Tomita did a wholly electronic version of Holst’s The Planets in the early days of the synthesiser. (Several rock musicians have done arrangements of different movements, also.)

Deodato has covered Pavanne and Rites of Spring as well as Zarathustra.

Not only that, but, from the same CD (Bug Music), “The Quintet Does Carmen” and “Charley’s Prelude,” which I eventually realized was Chopin’s “Prelude in E-Minor” (Op.28 No. 4).

Oh yeah. His The Rite of Spring album–like the Deodato, a Creed Taylor production–is quite bitchen, consisting entirely of compositions by Stravinsky (obviously), Fauré, Debussy, and Bach.

If you want something really weird, there’s an arrangement of Stravinsky’s The Rite of Spring for electric guitar, electric bass and drums: http://www.cdbaby.com/cd/stravinsky

Many parts sound more like fusion jazz than rock.

Glenn Miller recorded Song of the Volga Boatmen.

Lennie Tristano recorded a few Bach fugues, and was known to play similar pieces in live performance.

I’ve been distracted by some other things from this thread, but I do thank you all for your replies.

This is exactly what I asked for, but after listening to some of the tracks, not what I really want. It’s not exactly a parody, but more of a, er, lighthearted take on the music. I want music that is a bit more faithful to the tone of the original.

I just got a really nice new set of earbuds for my iPod, and it’s almost like hearing some of my music for the first time, and I’m inspired to do some more listening. So I will take some time at Rhapsody to listen to more of your suggestions tonight. I hope I can find most there and listen to them in their entirety.

Maybe a tall order, since what the original composer and the jazz arranger were hoping to each evoke with the same song are entierly different. The jazz version either replaces the original’s schmaltz with cool sophistication, or flippantly sucks out its soul, according to ones tastes.

I understand what you’re saying, and that’s usually the case, but it isn’t necessarily so.
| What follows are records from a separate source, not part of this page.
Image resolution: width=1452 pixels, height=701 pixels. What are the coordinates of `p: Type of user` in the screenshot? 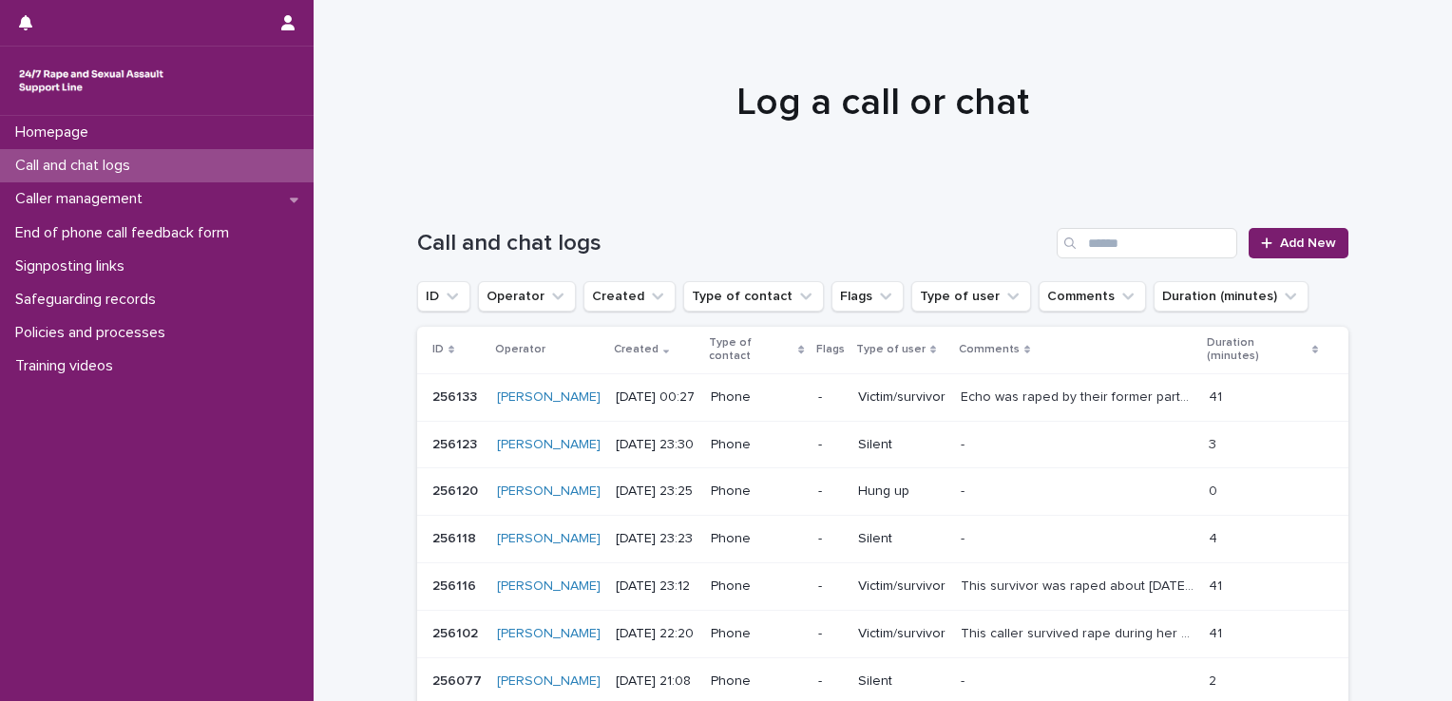 It's located at (891, 350).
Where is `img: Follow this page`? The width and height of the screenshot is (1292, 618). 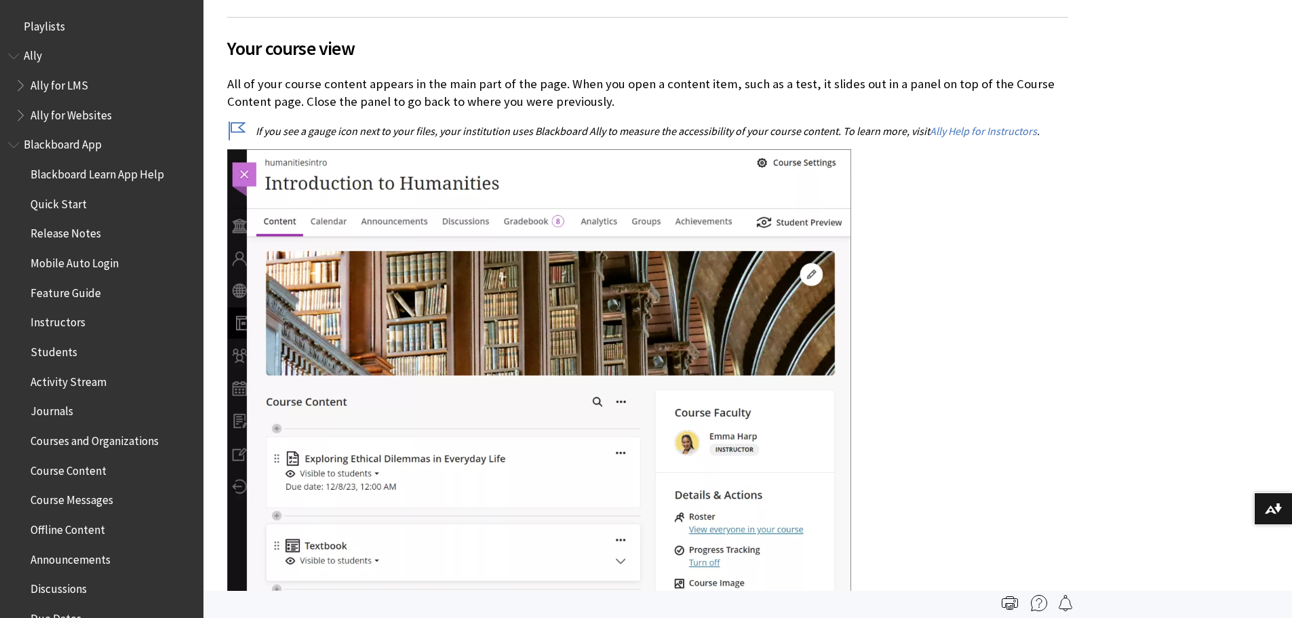 img: Follow this page is located at coordinates (1065, 603).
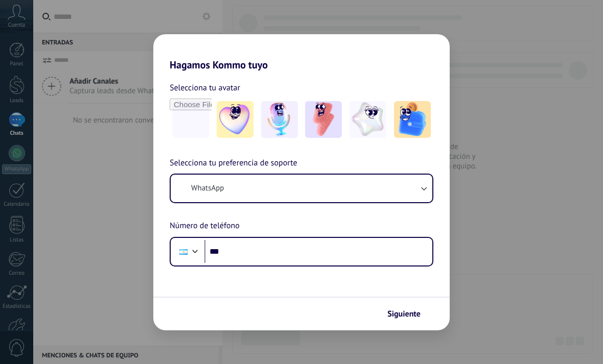 This screenshot has height=364, width=603. I want to click on h2: Hagamos Kommo tuyo, so click(302, 53).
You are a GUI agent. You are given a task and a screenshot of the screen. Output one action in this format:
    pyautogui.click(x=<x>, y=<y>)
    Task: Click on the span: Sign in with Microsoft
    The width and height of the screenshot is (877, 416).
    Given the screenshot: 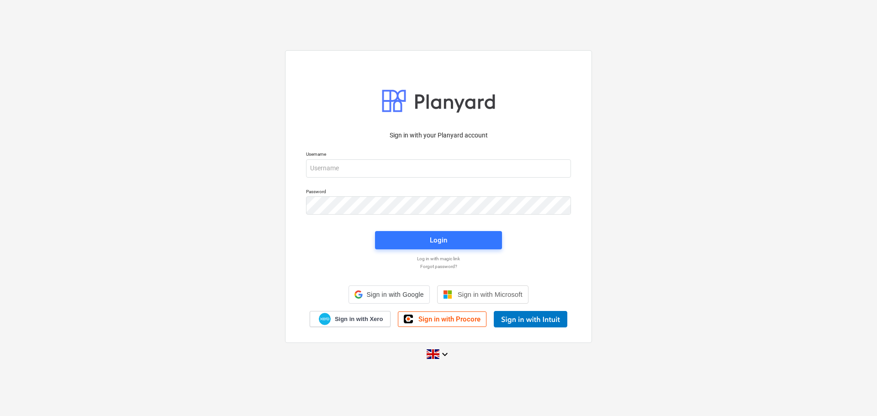 What is the action you would take?
    pyautogui.click(x=490, y=294)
I just heard another Deodato piece for the first time, Rhapsody in Blue, that seem to me to have more… well I’m not sure what you call it, kinship? with the original. IIRC, this original was Gershwin, and not exactly what I think of when I think of classical music.

Maybe what I’m talking about is the two pieces evoking a similar emotional response from the listener. With the Brian Setzer tracks, my reaction was, “Yeah, I recognize the melody from an older piece. That’s kind of fun. It’s kind of cute.” But with Deodato’s Zarathustra piece, I felt a sense of boldness and power that I also sensed from from the original. Perhaps that was reinforced by how the original was interpreted in 2001: A Space Odyssey as well. Really hard for me to say, because it’s so hard to nail down how or why a particular emotion gets associated with a particular experience.

Oh, yes, and of the the two examples you provided, I see the Tommy Dorsey version as pretty much what Brian Setzer was doing, actually going further afield than Setzer did. Setzer stuck a little closer to the melodies than Dorsey, but in both cases they music was clearly adapted for a swing band.

Deodato perhaps had a different set of priorities becaue they were playing for a listening, rather than a dancing, audience.

I dunno, I’m kind of making this up as I go, as I have no background at all in music history or music theory. I’m probably doing a better analysis of my own emotional states than I am of the music under discussion.